The future was his to make what he could of it.
It was a gift that Arthur or Elaine Steiner would have grabbed with both hands. He wished they were here with him, alive and happy, to do it. But they weren’t, so it was up to him.
And maybe that was the answer he was seeking.
He couldn’t change the past.
He could only embrace the future and give it his best.
It was time to begin again.
The plane he’d been waiting for, a gray-skinned IL-76, now bathed in the slanting golden light of the setting sun, taxied down the runway in front of him. Men waving fluorescent orange lights guided it to a halt, and more men rushed forward to chock the wheels. Someone driving a motorized staircase revved the engine and drove it forward, bringing it to a gentle halt inches from the door of the plane. The stairway driver turned the engine off, put on the brakes, and scrambled out to make the last few adjustments manually.
The door of the plane opened and people began exiting. These were the survivors, some of them swathed in bandages from their recent ordeal. Some of the more serious burn victims were still in Europe, too critical to be moved. Roger Gordian’s eyesight blurred as the tears he refused to shed gathered. At least his people hadn’t all died. Thanks to Max and his crew, many of those who would have certainly died without help were walking down the runway under their own power. He blinked to clear his eyes.
At the rear of the plane, a hatch opened. Musicians he’d engaged for this occasion began playing in the background—the solemn strains of Bach filled the evening. And a coffin was handed down. It was the first of many, Roger knew. Again guilt threatened to swamp him. He turned it aside, and concentrated instead on the memories. Flashes of the days he’d spent with Arthur and Elaine at ground stations all over the world. The surroundings had changed often, but one thing was constant, as immutable as time. The Steiners’ love for each other had been a beacon and an example to anyone who knew them. Death hadn’t changed that. A love like that was too enduring for an assassin’s bullet to kill. Gordian knew they were together, wherever they were, and that that’s the way they would have wanted it.

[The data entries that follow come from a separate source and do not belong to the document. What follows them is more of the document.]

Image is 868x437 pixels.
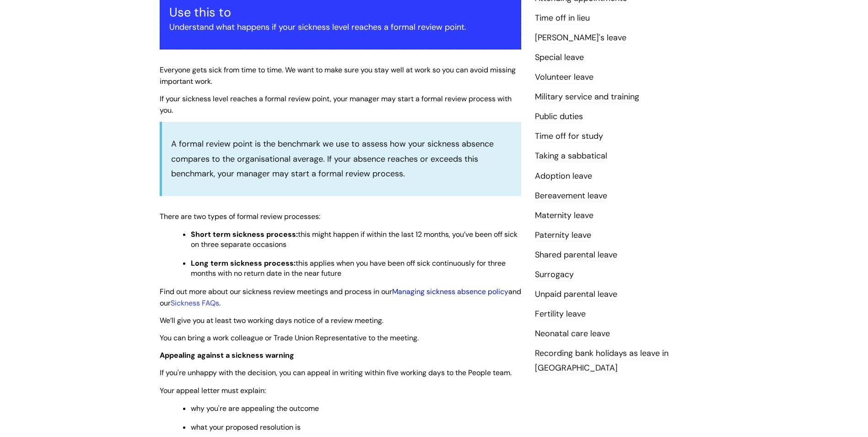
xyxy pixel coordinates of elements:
strong: Long term sickness process: [191,258,296,268]
p: A formal review point is the benchmark we use to assess how your sickness absence compares to the... [171,137,512,181]
span: this might happen if within the last 12 months, you’ve been off sick on three separate occasions [191,229,518,249]
a: Surrogacy [535,269,574,281]
span: Appealing against a sickness warning [160,350,294,360]
a: Unpaid parental leave [535,288,617,300]
p: Understand what happens if your sickness level reaches a formal review point. [169,20,512,34]
span: Everyone gets sick from time to time. We want to make sure you stay well at work so you can avoid... [160,65,516,86]
a: Fertility leave [535,308,586,320]
a: Bereavement leave [535,190,607,202]
span: Find out more about our sickness review meetings and process in our and our . [160,287,521,308]
span: Your appeal letter must explain: [160,385,266,395]
a: [PERSON_NAME]'s leave [535,32,626,44]
span: If you're unhappy with the decision, you can appeal in writing within five working days to the Pe... [160,368,512,377]
a: Taking a sabbatical [535,150,607,162]
a: Time off in lieu [535,12,590,24]
a: Volunteer leave [535,71,593,83]
a: Neonatal care leave [535,328,610,340]
a: Time off for study [535,130,603,142]
span: You can bring a work colleague or Trade Union Representative to the meeting. [160,333,419,343]
span: We’ll give you at least two working days notice of a review meeting. [160,315,383,325]
span: There are two types of formal review processes: [160,212,320,221]
span: If your sickness level reaches a formal review point, your manager may start a formal review proc... [160,94,512,115]
h3: Use this to [169,5,512,20]
a: Sickness FAQs [171,298,219,308]
a: Public duties [535,111,583,123]
strong: Short term sickness process: [191,229,298,239]
span: why you're are appealing the outcome [191,403,319,413]
span: this applies when you have been off sick continuously for three months with no return date in the... [191,258,505,278]
a: Recording bank holidays as leave in [GEOGRAPHIC_DATA] [535,348,668,374]
a: Adoption leave [535,170,592,182]
a: Military service and training [535,91,639,103]
a: Shared parental leave [535,249,617,261]
a: Managing sickness absence policy [392,287,508,296]
a: Maternity leave [535,210,593,222]
span: what your proposed resolution is [191,422,301,432]
a: Paternity leave [535,229,591,241]
a: Special leave [535,52,584,64]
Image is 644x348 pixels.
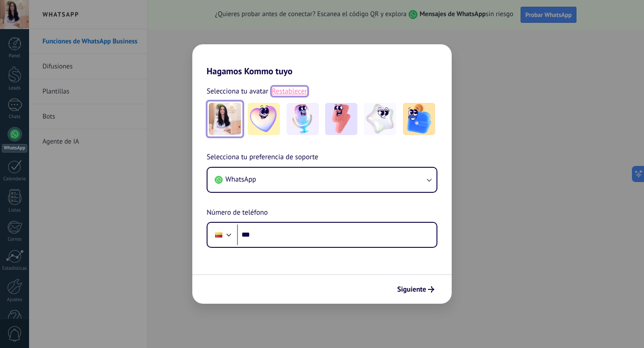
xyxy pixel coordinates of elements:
span: Selecciona tu preferencia de soporte [207,152,318,163]
span: Número de teléfono [207,207,268,218]
img: -3.jpeg [325,103,357,135]
a: Restablecer [272,87,307,96]
button: Siguiente [393,282,438,297]
img: -1.jpeg [248,103,280,135]
div: Colombia: + 57 [210,225,227,244]
h2: Hagamos Kommo tuyo [192,44,451,76]
span: Siguiente [397,286,426,292]
img: -4.jpeg [364,103,396,135]
span: WhatsApp [225,175,256,184]
button: WhatsApp [207,168,436,192]
span: Selecciona tu avatar [207,85,268,97]
img: -2.jpeg [286,103,318,135]
img: -5.jpeg [403,103,435,135]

More coffins were gently laid on the tarmac. More memories surged through Gordian’s mind. He owed these people. He owed them more than he could ever repay.
It was time to build monuments in their memory.

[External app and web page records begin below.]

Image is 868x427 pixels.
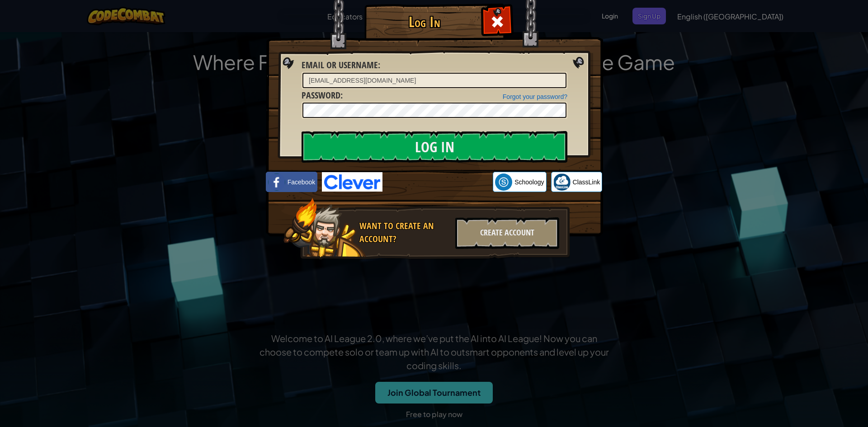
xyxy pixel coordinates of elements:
[268,174,285,191] img: facebook_small.png
[382,172,493,192] iframe: Sign in with Google Button
[573,178,601,186] span: ClassLink
[302,59,378,71] span: Email or Username
[322,172,382,192] img: clever-logo-blue.png
[514,178,544,186] span: Schoology
[502,93,568,101] a: Forgot your password?
[366,14,482,30] h1: Log In
[302,131,568,163] input: Log In
[554,174,571,191] img: classlink-logo-small.png
[302,89,340,101] span: Password
[302,59,381,72] label: :
[302,89,343,102] label: :
[288,178,315,186] span: Facebook
[495,174,513,191] img: schoology.png
[359,219,450,245] div: Want to create an account?
[455,218,559,249] div: Create Account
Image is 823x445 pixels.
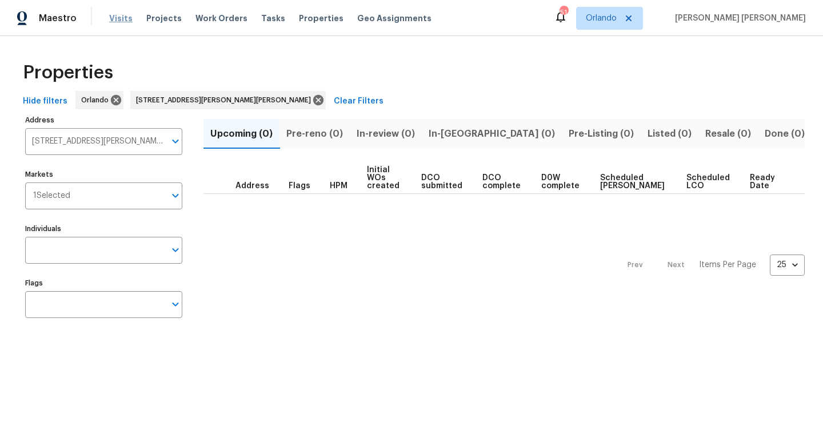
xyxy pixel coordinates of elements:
[33,191,70,201] span: 1 Selected
[23,67,113,78] span: Properties
[18,91,72,112] button: Hide filters
[39,13,77,24] span: Maestro
[429,126,555,142] span: In-[GEOGRAPHIC_DATA] (0)
[330,182,347,190] span: HPM
[146,13,182,24] span: Projects
[195,13,247,24] span: Work Orders
[421,174,463,190] span: DCO submitted
[586,13,617,24] span: Orlando
[600,174,667,190] span: Scheduled [PERSON_NAME]
[357,13,431,24] span: Geo Assignments
[569,126,634,142] span: Pre-Listing (0)
[25,279,182,286] label: Flags
[167,296,183,312] button: Open
[770,250,805,279] div: 25
[75,91,123,109] div: Orlando
[299,13,343,24] span: Properties
[357,126,415,142] span: In-review (0)
[167,133,183,149] button: Open
[750,174,776,190] span: Ready Date
[167,242,183,258] button: Open
[109,13,133,24] span: Visits
[130,91,326,109] div: [STREET_ADDRESS][PERSON_NAME][PERSON_NAME]
[617,201,805,329] nav: Pagination Navigation
[670,13,806,24] span: [PERSON_NAME] [PERSON_NAME]
[705,126,751,142] span: Resale (0)
[699,259,756,270] p: Items Per Page
[647,126,691,142] span: Listed (0)
[25,225,182,232] label: Individuals
[286,126,343,142] span: Pre-reno (0)
[334,94,383,109] span: Clear Filters
[765,126,805,142] span: Done (0)
[25,117,182,123] label: Address
[289,182,310,190] span: Flags
[367,166,402,190] span: Initial WOs created
[261,14,285,22] span: Tasks
[559,7,567,18] div: 51
[167,187,183,203] button: Open
[235,182,269,190] span: Address
[23,94,67,109] span: Hide filters
[482,174,522,190] span: DCO complete
[210,126,273,142] span: Upcoming (0)
[329,91,388,112] button: Clear Filters
[541,174,581,190] span: D0W complete
[81,94,113,106] span: Orlando
[136,94,315,106] span: [STREET_ADDRESS][PERSON_NAME][PERSON_NAME]
[686,174,731,190] span: Scheduled LCO
[25,171,182,178] label: Markets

He would rebuild that Russian ground station and others like it, and use them to make sure that information would flow freely across the steppes and all the world. If anything could keep this from happening again, could stop the violence before it started, it would be that. He was in a position to make it happen. He would keep pressing on.
But somehow, it wasn’t enough.
Again, the picture of Elaine and Arthur as he’d last seen them flashed across his mind. No longer young, they had the memories of a long, rich, shared past to bind them together; they’d been holding hands like teenagers, walking through a field scattered with the first bounty of spring flowers. Their love had been palpable.

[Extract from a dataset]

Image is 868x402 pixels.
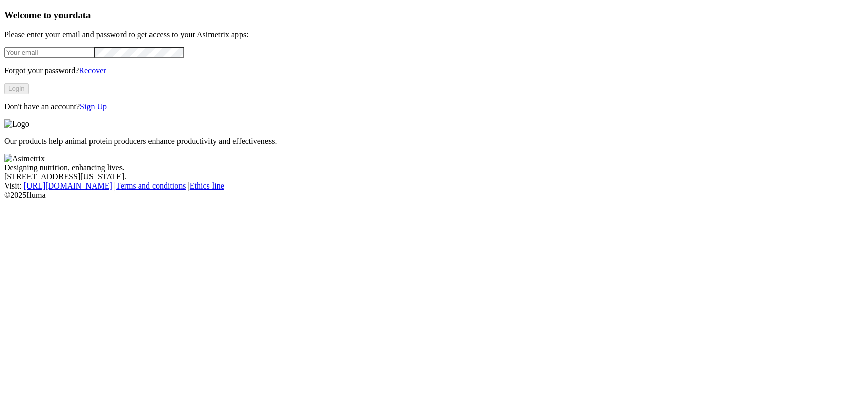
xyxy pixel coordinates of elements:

That, too, was a monument.
He knew what they’d have wished for him.
It was time to call Ashley and work things out.
He loved her. She loved him. That was too beautiful a gift to waste. Like Arthur with Elaine, he needed to learn to cherish his wife. He owed it to himself and the Steiners to give his marriage a real chance.
Tonight, he thought. I’ll call her tonight.
And I’ll make it so.
As the last coffin was placed on the runway, as the last light of day faded from the scene and the white splash of arc lights replaced it, Roger Gordian signaled the beginning of the ceremony he’d arranged. The world, he thought, would never forget what had happened to them all.
Neither would he.
It was time to forge the new beginnings his people had died to bring about.
He owed it to them all to see it through.
A drumroll sounded as the ceremony for his people began.
Roger Gordian took a step forward to take responsibility for the precious cargo.
And as he took the step, he realized his journey was just beginning.
Roger Gordian opened his heart to embrace the future.